Plan to have an explicit time buffer between the completion of the consultancy work and the first critical deliverable such as a “go-live” date. All projects need contingency time for unexpected events but client and consultant often feel embarrassed about this “padding” and implicitly conspire to hide the safety time by accepting overestimated times on every single task in the project. Neither the client nor the consultant can manage safety time that is hidden within the tasks, and it is in the wrong place: it should be at the end of the project. Overestimating on each task gives a false illusion of safety to those whose duty it is to deliver the task – an illusion that is often rudely shattered when a critical bug is found the day before the go-live deadline. Risky projects need a longer time buffer, typically up to a third of the overall time available. This way of working requires a different approach by all concerned: more honesty in estimating task times, constant monitoring of the project buffer and immediate action if the safety time begins to be eaten away at a faster rate than the project is progressing.7

There should be one person who acts as the client for the project and, if it is a significant project, a top-level manager should act as a sponsor. For large multifaceted projects, the sponsor will need to assemble and chair a steering committee with the brief of ensuring that all stakeholder needs are met.

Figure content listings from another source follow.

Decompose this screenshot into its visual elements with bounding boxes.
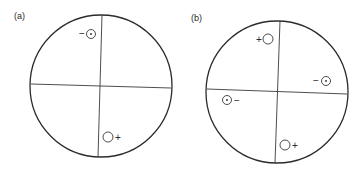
minus-pole-marker: − [223, 95, 241, 106]
plus-sign: + [115, 132, 121, 143]
minus-sign: − [234, 95, 240, 106]
panel-a: (a)−+ [14, 11, 172, 157]
plus-pole-marker: + [103, 132, 121, 143]
center-dot-icon [325, 80, 327, 82]
stereographic-projection-figure: (a)−+(b)+−−+ [0, 0, 360, 172]
panel-b: (b)+−−+ [191, 13, 348, 163]
projection-circle [206, 21, 348, 163]
center-dot-icon [226, 99, 228, 101]
panels-group: (a)−+(b)+−−+ [14, 11, 348, 163]
minus-sign: − [79, 28, 85, 39]
horizontal-axis [31, 84, 171, 88]
center-dot-icon [90, 33, 92, 35]
minus-sign: − [313, 75, 319, 86]
open-circle-icon [280, 140, 290, 150]
panel-label: (b) [191, 13, 202, 23]
horizontal-axis [207, 89, 347, 94]
panel-label: (a) [14, 11, 25, 21]
minus-pole-marker: − [79, 28, 96, 39]
plus-pole-marker: + [280, 140, 298, 151]
plus-sign: + [292, 140, 298, 151]
minus-pole-marker: − [313, 75, 331, 86]
plus-pole-marker: + [256, 34, 273, 45]
open-circle-icon [103, 132, 113, 142]
open-circle-icon [263, 34, 273, 44]
plus-sign: + [256, 34, 262, 45]
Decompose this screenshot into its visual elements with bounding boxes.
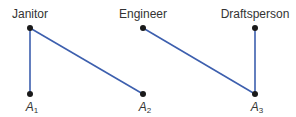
node-dot-draftsperson [252, 25, 258, 31]
bipartite-graph: Janitor Engineer Draftsperson A1 A2 A3 [0, 0, 296, 117]
node-dot-a1 [27, 91, 33, 97]
node-dot-a2 [140, 91, 146, 97]
node-label-a1: A1 [26, 100, 38, 117]
node-label-draftsperson: Draftsperson [221, 7, 290, 21]
node-label-janitor: Janitor [12, 7, 48, 21]
node-dot-engineer [140, 25, 146, 31]
edge-engineer-a3 [143, 28, 255, 94]
node-dot-a3 [252, 91, 258, 97]
node-dot-janitor [27, 25, 33, 31]
node-label-engineer: Engineer [119, 7, 167, 21]
node-label-a2: A2 [139, 100, 151, 117]
edge-janitor-a2 [30, 28, 143, 94]
node-label-a3: A3 [251, 100, 263, 117]
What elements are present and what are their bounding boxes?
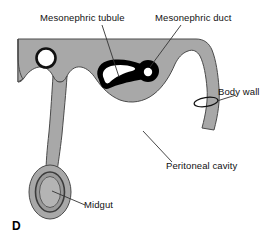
mesonephric-duct-structure — [137, 60, 159, 82]
panel-letter: D — [12, 219, 21, 233]
label-peritoneal-cavity: Peritoneal cavity — [166, 160, 237, 171]
label-body-wall: Body wall — [218, 86, 260, 97]
label-mesonephric-tubule: Mesonephric tubule — [40, 12, 125, 23]
midgut-lumen — [40, 177, 61, 208]
anatomy-diagram-svg — [0, 0, 264, 243]
mesonephric-duct-lumen — [144, 68, 152, 76]
neural-tube-ring-icon — [37, 49, 56, 68]
label-mesonephric-duct: Mesonephric duct — [155, 12, 232, 23]
label-midgut: Midgut — [84, 199, 113, 210]
figure-panel: Mesonephric tubule Mesonephric duct Body… — [0, 0, 264, 243]
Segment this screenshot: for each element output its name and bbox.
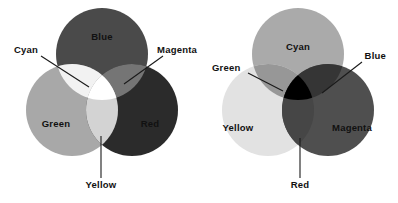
callout-blue-text: Blue bbox=[365, 50, 386, 61]
label-blue: Blue bbox=[91, 31, 112, 42]
label-cyan: Cyan bbox=[286, 41, 310, 52]
callout-red-text: Red bbox=[291, 179, 310, 190]
callout-yellow-text: Yellow bbox=[86, 179, 117, 190]
color-model-venn-svg: BlueGreenRedCyanMagentaYellowCyanYellowM… bbox=[0, 0, 398, 203]
label-magenta: Magenta bbox=[332, 122, 372, 133]
callout-cyan-text: Cyan bbox=[14, 44, 38, 55]
callout-magenta-text: Magenta bbox=[157, 44, 197, 55]
label-red: Red bbox=[141, 118, 160, 129]
label-green: Green bbox=[42, 118, 70, 129]
callout-green-text: Green bbox=[212, 62, 240, 73]
color-venn-figure: BlueGreenRedCyanMagentaYellowCyanYellowM… bbox=[0, 0, 398, 203]
label-yellow: Yellow bbox=[223, 122, 254, 133]
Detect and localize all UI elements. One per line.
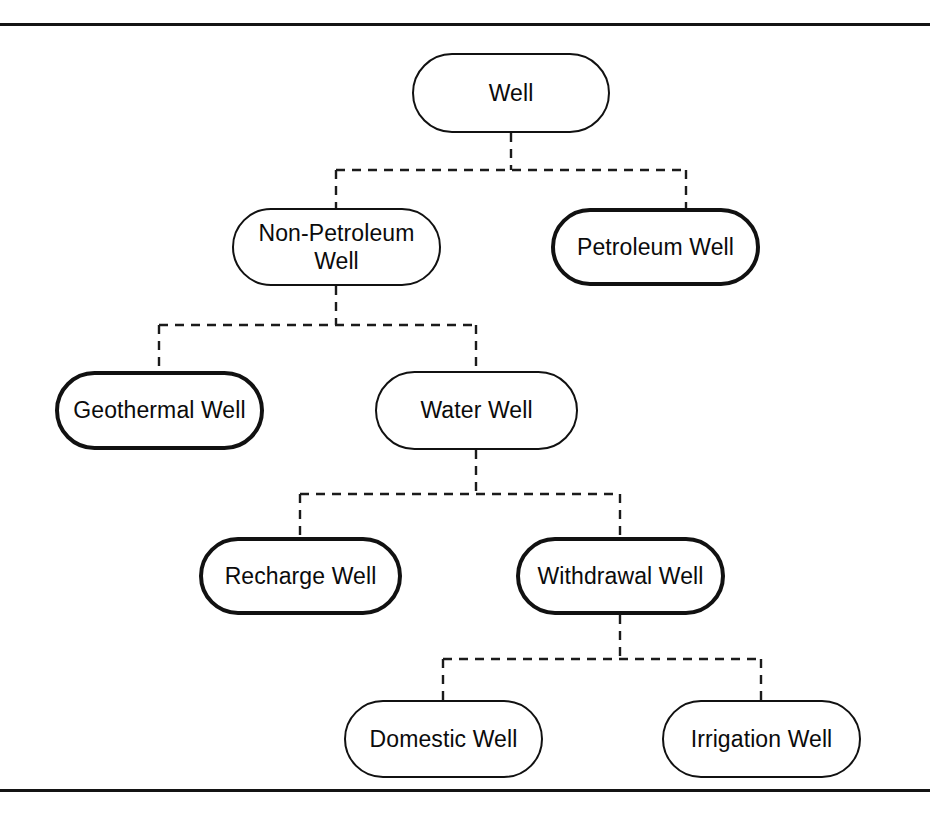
bottom-divider-rule — [0, 789, 930, 792]
connector-well-to-level2 — [336, 133, 686, 208]
node-geothermal-well[interactable]: Geothermal Well — [55, 371, 264, 450]
node-withdrawal-well[interactable]: Withdrawal Well — [516, 537, 725, 615]
node-domestic-well[interactable]: Domestic Well — [344, 700, 543, 778]
node-petroleum-well[interactable]: Petroleum Well — [551, 208, 760, 286]
node-water-well[interactable]: Water Well — [375, 371, 578, 450]
diagram-canvas: Well Non-Petroleum Well Petroleum Well G… — [0, 0, 930, 835]
node-recharge-well[interactable]: Recharge Well — [199, 537, 402, 615]
connector-withdrawal-to-level5 — [443, 615, 761, 700]
node-non-petroleum-well[interactable]: Non-Petroleum Well — [232, 208, 441, 286]
node-irrigation-well[interactable]: Irrigation Well — [662, 700, 861, 778]
node-well[interactable]: Well — [412, 53, 610, 133]
connector-nonpetroleum-to-level3 — [159, 286, 476, 371]
connector-waterwell-to-level4 — [300, 450, 620, 537]
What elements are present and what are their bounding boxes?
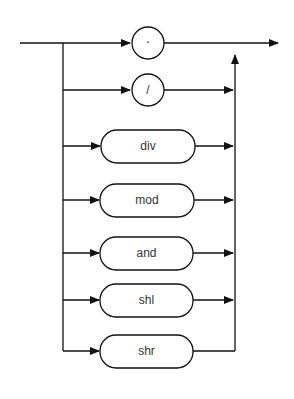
slash-label: / (132, 83, 164, 97)
and-label: and (100, 246, 193, 260)
dot-label: · (132, 34, 164, 48)
shr-label: shr (100, 344, 193, 358)
div-label: div (101, 139, 195, 153)
shl-label: shl (100, 293, 193, 307)
mod-label: mod (100, 193, 194, 207)
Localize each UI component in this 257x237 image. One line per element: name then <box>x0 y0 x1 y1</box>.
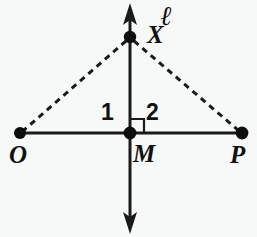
point-o-dot <box>14 127 26 139</box>
diagram-canvas <box>0 0 257 237</box>
geometry-figure: ℓ X O M P 1 2 <box>0 0 257 237</box>
point-m-label: M <box>133 141 155 166</box>
point-p-dot <box>236 127 249 140</box>
point-o-label: O <box>9 142 27 167</box>
point-p-label: P <box>230 142 245 167</box>
angle-1-label: 1 <box>101 101 114 124</box>
point-x-label: X <box>147 22 164 47</box>
point-m-dot <box>124 127 137 140</box>
point-x-dot <box>124 31 136 43</box>
angle-2-label: 2 <box>146 101 159 124</box>
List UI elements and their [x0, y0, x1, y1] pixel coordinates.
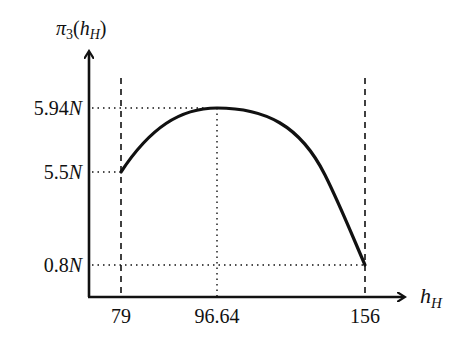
pi3-curve [121, 108, 365, 265]
x-tick-156: 156 [350, 305, 380, 327]
y-tick-5-94N: 5.94N [34, 97, 84, 119]
y-tick-5-5N: 5.5N [44, 161, 84, 183]
y-axis-label: π3(hH) [56, 17, 107, 42]
x-tick-79: 79 [111, 305, 131, 327]
y-tick-0-8N: 0.8N [44, 254, 84, 276]
x-tick-labels: 79 96.64 156 [111, 305, 380, 327]
x-tick-96-64: 96.64 [195, 305, 240, 327]
y-tick-labels: 5.94N 5.5N 0.8N [34, 97, 84, 276]
chart-canvas: π3(hH) hH 5.94N 5.5N 0.8N 79 96.64 156 [0, 0, 470, 344]
reference-lines [92, 78, 365, 297]
x-axis-label: hH [420, 283, 443, 311]
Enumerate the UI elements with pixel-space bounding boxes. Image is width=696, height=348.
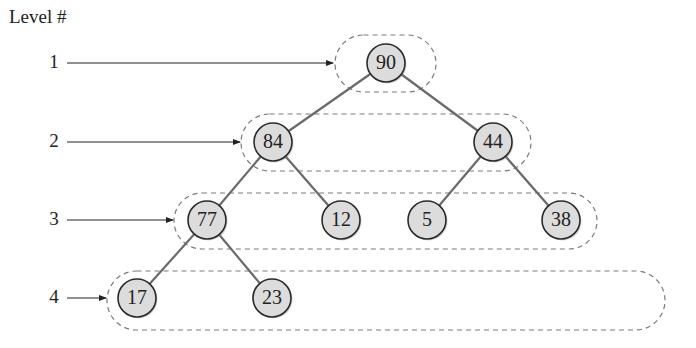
node-value: 44 — [474, 122, 512, 160]
level-number: 2 — [44, 130, 64, 152]
node-value: 84 — [254, 122, 292, 160]
node-value: 17 — [118, 278, 156, 316]
level-3-group — [174, 193, 597, 249]
node-value: 77 — [188, 200, 226, 238]
level-number: 3 — [44, 208, 64, 230]
level-number: 4 — [44, 286, 64, 308]
node-value: 12 — [322, 200, 360, 238]
binary-tree-diagram — [0, 0, 696, 348]
node-value: 5 — [408, 200, 446, 238]
tree-nodes — [118, 44, 582, 319]
tree-edges — [137, 63, 561, 298]
level-4-group — [107, 271, 665, 330]
node-value: 90 — [367, 43, 405, 81]
level-arrows — [67, 63, 333, 298]
node-value: 23 — [253, 278, 291, 316]
level-number: 1 — [44, 51, 64, 73]
node-value: 38 — [542, 200, 580, 238]
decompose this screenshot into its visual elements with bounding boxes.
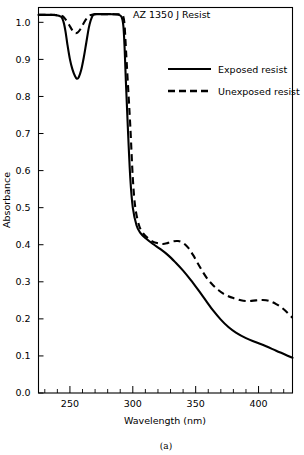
y-tick-label: 0.6: [15, 165, 30, 176]
x-axis: 250300350400: [45, 386, 284, 409]
y-tick-label: 0.1: [15, 350, 30, 361]
y-axis-title: Absorbance: [1, 172, 12, 228]
legend-label-unexposed: Unexposed resist: [218, 86, 300, 97]
y-tick-label: 0.3: [15, 276, 30, 287]
y-tick-label: 0.5: [15, 202, 30, 213]
y-axis: 0.00.10.20.30.40.50.60.70.80.91.0: [15, 17, 43, 399]
x-tick-label: 400: [249, 398, 267, 409]
x-axis-title: Wavelength (nm): [124, 415, 206, 426]
legend: Exposed resist Unexposed resist: [168, 64, 300, 97]
figure-container: 0.00.10.20.30.40.50.60.70.80.91.0 250300…: [0, 0, 304, 455]
y-tick-label: 0.9: [15, 54, 30, 65]
y-tick-label: 0.7: [15, 128, 30, 139]
y-tick-label: 0.8: [15, 91, 30, 102]
x-tick-label: 300: [124, 398, 142, 409]
x-tick-label: 250: [61, 398, 79, 409]
y-tick-label: 0.2: [15, 313, 30, 324]
y-tick-label: 0.0: [15, 387, 30, 398]
y-tick-label: 1.0: [15, 17, 30, 28]
y-tick-label: 0.4: [15, 239, 30, 250]
legend-label-exposed: Exposed resist: [218, 64, 287, 75]
x-tick-label: 350: [187, 398, 205, 409]
series-unexposed-resist-line: [39, 14, 293, 318]
plot-title: AZ 1350 J Resist: [133, 9, 211, 20]
absorbance-spectrum-chart: 0.00.10.20.30.40.50.60.70.80.91.0 250300…: [0, 0, 304, 455]
panel-label: (a): [160, 441, 172, 451]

Clients should think hard about whether they have the time to manage the consultants. It is possible to employ someone – another consultant perhaps – who is not connected with the main consulting contractor to manage the consultants.

Client and consultant should also plan for the time of the specialized people within both organizations who will need to work together. If the consultants cannot deliver a key specialist such as a database designer at the right time, then the whole project will be delayed. On the other hand, if the consultants cannot gain access to the people they need to talk to, such as specialists, senior managers or end-users in the client organization, then they will have a legitimate reason for late delivery.

Client and consultant should work together to develop a stakeholder analysis and keep it up to date. Think of everyone who could be affected by the project and map them according to the degree to which they are affected. Manage all these relationships according to their importance and review the status and importance of the relationship with each stakeholder periodically as the project progresses.